CF625D Finals in arithmetic

Description

Vitya is studying in the third grade. During the last math lesson all the pupils wrote on arithmetic quiz. Vitya is a clever boy, so he managed to finish all the tasks pretty fast and Oksana Fillipovna gave him a new one, that is much harder. Let's denote a flip operation of an integer as follows: number is considered in decimal notation and then reverted. If there are any leading zeroes afterwards, they are thrown away. For example, if we flip $ 123 $ the result is the integer $ 321 $ , but flipping $ 130 $ we obtain $ 31 $ , and by flipping $ 31 $ we come to $ 13 $ . Oksana Fillipovna picked some number $ a $ without leading zeroes, and flipped it to get number $ a_{r} $ . Then she summed $ a $ and $ a_{r} $ , and told Vitya the resulting value $ n $ . His goal is to find any valid $ a $ . As Oksana Fillipovna picked some small integers as $ a $ and $ a_{r} $ , Vitya managed to find the answer pretty fast and became interested in finding some general algorithm to deal with this problem. Now, he wants you to write the program that for given $ n $ finds any $ a $ without leading zeroes, such that $ a+a_{r}=n $ or determine that such $ a $ doesn't exist.

Input Format

The first line of the input contains a single integer $ n $ ( $ 1

Output Format

If there is no such positive integer $ a $ without leading zeroes that $ a+a_{r}=n $ then print $ 0 $ . Otherwise, print any valid $ a $ . If there are many possible answers, you are allowed to pick any.

Explanation/Hint

In the first sample $ 4=2+2 $ , $ a=2 $ is the only possibility. In the second sample $ 11=10+1 $ , $ a=10 $ — the only valid solution. Note, that $ a=01 $ is incorrect, because $ a $ can't have leading zeroes. It's easy to check that there is no suitable $ a $ in the third sample. In the fourth sample $ 33=30+3=12+21 $ , so there are three possibilities for $ a $ : $ a=30 $ , $ a=12 $ , $ a=21 $ . Any of these is considered to be correct answer.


* Prompt:
Only the final stretch of the data is wanted: reproduce the line containing "1024 x 683)." and each line after it, exactly.

Stored dataset items:

Start of Block

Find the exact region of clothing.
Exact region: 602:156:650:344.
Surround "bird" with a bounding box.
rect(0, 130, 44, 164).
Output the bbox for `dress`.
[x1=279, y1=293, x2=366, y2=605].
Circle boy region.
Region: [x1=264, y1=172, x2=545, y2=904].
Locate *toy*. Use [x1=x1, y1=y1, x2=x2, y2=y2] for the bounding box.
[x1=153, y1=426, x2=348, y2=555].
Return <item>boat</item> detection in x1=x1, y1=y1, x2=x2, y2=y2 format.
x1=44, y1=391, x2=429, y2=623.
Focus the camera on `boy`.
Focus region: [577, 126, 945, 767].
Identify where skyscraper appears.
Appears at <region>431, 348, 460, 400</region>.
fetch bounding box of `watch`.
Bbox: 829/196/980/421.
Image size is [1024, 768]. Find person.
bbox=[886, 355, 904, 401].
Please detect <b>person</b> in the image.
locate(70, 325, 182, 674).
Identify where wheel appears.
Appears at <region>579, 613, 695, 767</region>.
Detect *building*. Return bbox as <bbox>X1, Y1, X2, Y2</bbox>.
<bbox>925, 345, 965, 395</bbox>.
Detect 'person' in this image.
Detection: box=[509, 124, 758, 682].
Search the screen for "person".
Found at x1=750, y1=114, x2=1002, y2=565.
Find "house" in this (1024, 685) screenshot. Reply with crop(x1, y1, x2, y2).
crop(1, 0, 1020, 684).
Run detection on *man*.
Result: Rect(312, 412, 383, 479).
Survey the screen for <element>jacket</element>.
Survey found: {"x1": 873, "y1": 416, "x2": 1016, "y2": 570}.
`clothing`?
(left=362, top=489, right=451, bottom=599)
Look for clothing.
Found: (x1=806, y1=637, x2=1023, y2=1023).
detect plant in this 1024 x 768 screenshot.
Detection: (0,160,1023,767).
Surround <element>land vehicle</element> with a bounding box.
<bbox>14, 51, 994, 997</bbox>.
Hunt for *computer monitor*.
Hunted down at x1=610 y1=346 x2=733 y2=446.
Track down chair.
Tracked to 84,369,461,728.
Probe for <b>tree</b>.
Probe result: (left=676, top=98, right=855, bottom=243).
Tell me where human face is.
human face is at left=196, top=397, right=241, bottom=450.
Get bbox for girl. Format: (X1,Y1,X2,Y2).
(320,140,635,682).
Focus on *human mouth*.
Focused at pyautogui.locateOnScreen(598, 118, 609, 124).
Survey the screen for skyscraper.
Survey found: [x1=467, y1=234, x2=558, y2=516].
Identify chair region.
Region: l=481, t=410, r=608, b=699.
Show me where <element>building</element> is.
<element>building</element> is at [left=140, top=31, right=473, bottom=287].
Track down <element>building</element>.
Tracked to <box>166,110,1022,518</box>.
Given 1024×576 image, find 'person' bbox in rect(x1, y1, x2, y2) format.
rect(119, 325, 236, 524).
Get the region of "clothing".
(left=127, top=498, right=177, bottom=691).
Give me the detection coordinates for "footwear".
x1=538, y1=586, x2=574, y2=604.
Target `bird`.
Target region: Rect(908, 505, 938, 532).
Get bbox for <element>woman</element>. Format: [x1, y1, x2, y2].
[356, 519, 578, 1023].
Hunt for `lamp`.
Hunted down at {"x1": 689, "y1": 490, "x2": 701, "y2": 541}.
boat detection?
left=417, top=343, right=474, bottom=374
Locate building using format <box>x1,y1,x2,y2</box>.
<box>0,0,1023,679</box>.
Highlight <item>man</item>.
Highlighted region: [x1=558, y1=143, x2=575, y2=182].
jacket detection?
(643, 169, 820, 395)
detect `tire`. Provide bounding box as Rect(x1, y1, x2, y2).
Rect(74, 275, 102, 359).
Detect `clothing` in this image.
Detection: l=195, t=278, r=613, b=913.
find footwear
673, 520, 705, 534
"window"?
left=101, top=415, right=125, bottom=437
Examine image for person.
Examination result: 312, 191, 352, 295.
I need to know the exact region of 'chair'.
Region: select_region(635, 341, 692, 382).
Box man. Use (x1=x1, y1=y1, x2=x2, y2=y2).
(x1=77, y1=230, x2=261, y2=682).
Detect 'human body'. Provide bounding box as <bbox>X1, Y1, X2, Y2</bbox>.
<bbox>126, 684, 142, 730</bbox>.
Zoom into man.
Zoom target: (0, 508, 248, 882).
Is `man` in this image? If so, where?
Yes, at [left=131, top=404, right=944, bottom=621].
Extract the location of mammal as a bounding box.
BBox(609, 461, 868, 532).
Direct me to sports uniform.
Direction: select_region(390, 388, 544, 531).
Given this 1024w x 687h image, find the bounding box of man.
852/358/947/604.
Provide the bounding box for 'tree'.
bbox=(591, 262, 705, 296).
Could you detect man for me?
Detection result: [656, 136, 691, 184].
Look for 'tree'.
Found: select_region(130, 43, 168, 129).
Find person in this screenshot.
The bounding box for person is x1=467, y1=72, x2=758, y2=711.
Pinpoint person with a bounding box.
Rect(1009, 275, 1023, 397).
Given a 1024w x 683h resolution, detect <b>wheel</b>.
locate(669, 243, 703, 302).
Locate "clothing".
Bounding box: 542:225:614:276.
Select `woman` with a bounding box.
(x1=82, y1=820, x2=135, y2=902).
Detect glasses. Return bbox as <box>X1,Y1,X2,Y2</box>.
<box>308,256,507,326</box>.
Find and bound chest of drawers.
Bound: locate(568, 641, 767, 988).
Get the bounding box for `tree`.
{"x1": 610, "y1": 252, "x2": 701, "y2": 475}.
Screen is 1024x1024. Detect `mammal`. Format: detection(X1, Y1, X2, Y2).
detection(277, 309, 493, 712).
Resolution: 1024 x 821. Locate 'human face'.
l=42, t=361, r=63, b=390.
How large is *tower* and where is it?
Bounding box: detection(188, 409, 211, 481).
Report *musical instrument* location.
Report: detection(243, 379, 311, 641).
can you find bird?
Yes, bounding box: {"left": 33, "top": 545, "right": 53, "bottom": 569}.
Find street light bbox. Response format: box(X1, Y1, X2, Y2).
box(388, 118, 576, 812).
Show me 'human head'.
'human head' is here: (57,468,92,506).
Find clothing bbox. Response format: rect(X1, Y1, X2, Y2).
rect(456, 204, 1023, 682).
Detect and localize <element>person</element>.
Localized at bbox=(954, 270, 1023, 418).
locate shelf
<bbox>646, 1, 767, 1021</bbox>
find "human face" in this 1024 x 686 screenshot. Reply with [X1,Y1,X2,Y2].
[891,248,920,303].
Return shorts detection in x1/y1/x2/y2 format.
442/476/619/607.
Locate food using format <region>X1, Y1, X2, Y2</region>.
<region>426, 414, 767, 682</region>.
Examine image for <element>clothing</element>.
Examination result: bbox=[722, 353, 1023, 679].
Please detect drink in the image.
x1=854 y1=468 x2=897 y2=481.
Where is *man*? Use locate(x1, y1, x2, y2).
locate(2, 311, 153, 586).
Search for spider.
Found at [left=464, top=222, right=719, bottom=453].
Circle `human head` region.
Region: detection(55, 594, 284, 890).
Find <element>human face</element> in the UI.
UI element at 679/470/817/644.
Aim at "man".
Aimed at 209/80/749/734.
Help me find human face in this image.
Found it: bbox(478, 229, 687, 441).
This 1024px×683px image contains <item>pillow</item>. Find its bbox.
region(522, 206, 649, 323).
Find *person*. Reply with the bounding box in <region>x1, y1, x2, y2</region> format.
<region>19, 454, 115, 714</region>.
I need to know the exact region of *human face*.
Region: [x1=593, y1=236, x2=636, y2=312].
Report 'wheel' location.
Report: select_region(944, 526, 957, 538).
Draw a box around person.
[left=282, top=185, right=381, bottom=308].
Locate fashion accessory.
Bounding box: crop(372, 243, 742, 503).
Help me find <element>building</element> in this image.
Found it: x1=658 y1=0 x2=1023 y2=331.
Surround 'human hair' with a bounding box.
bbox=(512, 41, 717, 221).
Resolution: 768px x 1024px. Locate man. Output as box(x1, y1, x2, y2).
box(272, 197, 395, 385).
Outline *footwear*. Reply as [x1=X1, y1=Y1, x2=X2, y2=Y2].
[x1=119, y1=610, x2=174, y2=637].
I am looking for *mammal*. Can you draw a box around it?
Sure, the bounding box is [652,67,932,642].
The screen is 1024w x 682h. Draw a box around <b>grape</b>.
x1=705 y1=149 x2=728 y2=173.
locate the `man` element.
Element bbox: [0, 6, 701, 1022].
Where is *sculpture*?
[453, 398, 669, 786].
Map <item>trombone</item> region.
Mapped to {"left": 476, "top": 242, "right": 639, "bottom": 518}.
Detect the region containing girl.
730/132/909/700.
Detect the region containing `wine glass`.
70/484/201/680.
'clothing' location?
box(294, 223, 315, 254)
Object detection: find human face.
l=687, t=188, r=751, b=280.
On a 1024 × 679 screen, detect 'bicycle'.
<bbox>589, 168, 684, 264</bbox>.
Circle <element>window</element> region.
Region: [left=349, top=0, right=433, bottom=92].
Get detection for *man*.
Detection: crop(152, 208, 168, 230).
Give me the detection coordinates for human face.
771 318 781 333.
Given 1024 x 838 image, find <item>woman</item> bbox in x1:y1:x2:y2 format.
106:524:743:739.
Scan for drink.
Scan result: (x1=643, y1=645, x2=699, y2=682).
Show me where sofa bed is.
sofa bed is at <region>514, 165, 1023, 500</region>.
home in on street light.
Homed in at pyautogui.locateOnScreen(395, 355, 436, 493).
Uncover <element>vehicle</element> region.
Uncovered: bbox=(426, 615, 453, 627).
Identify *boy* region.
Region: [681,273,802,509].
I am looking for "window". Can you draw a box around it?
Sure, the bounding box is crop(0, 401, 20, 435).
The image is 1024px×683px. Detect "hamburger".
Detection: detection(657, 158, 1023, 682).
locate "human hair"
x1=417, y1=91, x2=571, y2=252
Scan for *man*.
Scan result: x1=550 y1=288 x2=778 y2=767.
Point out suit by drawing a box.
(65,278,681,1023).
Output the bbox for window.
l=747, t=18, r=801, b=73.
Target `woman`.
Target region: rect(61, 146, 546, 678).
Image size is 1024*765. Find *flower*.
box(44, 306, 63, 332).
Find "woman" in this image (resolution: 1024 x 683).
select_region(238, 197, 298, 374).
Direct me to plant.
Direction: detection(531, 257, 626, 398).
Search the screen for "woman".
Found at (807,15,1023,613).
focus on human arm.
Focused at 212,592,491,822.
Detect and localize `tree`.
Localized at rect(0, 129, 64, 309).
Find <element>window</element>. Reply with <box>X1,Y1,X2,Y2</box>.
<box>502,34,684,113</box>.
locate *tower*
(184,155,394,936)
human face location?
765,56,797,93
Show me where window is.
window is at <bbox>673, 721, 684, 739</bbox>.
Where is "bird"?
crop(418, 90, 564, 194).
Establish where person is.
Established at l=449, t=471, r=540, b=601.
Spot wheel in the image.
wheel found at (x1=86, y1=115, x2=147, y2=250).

End of Block

* The completed task:
Find "woman" in this image (resolution: 1024 x 683).
select_region(238, 197, 298, 374).
Direct me to plant.
Direction: detection(531, 257, 626, 398).
Search the screen for "woman".
Found at (807,15,1023,613).
focus on human arm.
Focused at 212,592,491,822.
Detect and localize `tree`.
Localized at rect(0, 129, 64, 309).
Find <element>window</element>. Reply with <box>X1,Y1,X2,Y2</box>.
<box>502,34,684,113</box>.
locate *tower*
(184,155,394,936)
human face location?
765,56,797,93
Show me where window is.
window is at <bbox>673, 721, 684, 739</bbox>.
Where is "bird"?
crop(418, 90, 564, 194).
Establish where person is.
Established at l=449, t=471, r=540, b=601.
Spot wheel in the image.
wheel found at (x1=86, y1=115, x2=147, y2=250).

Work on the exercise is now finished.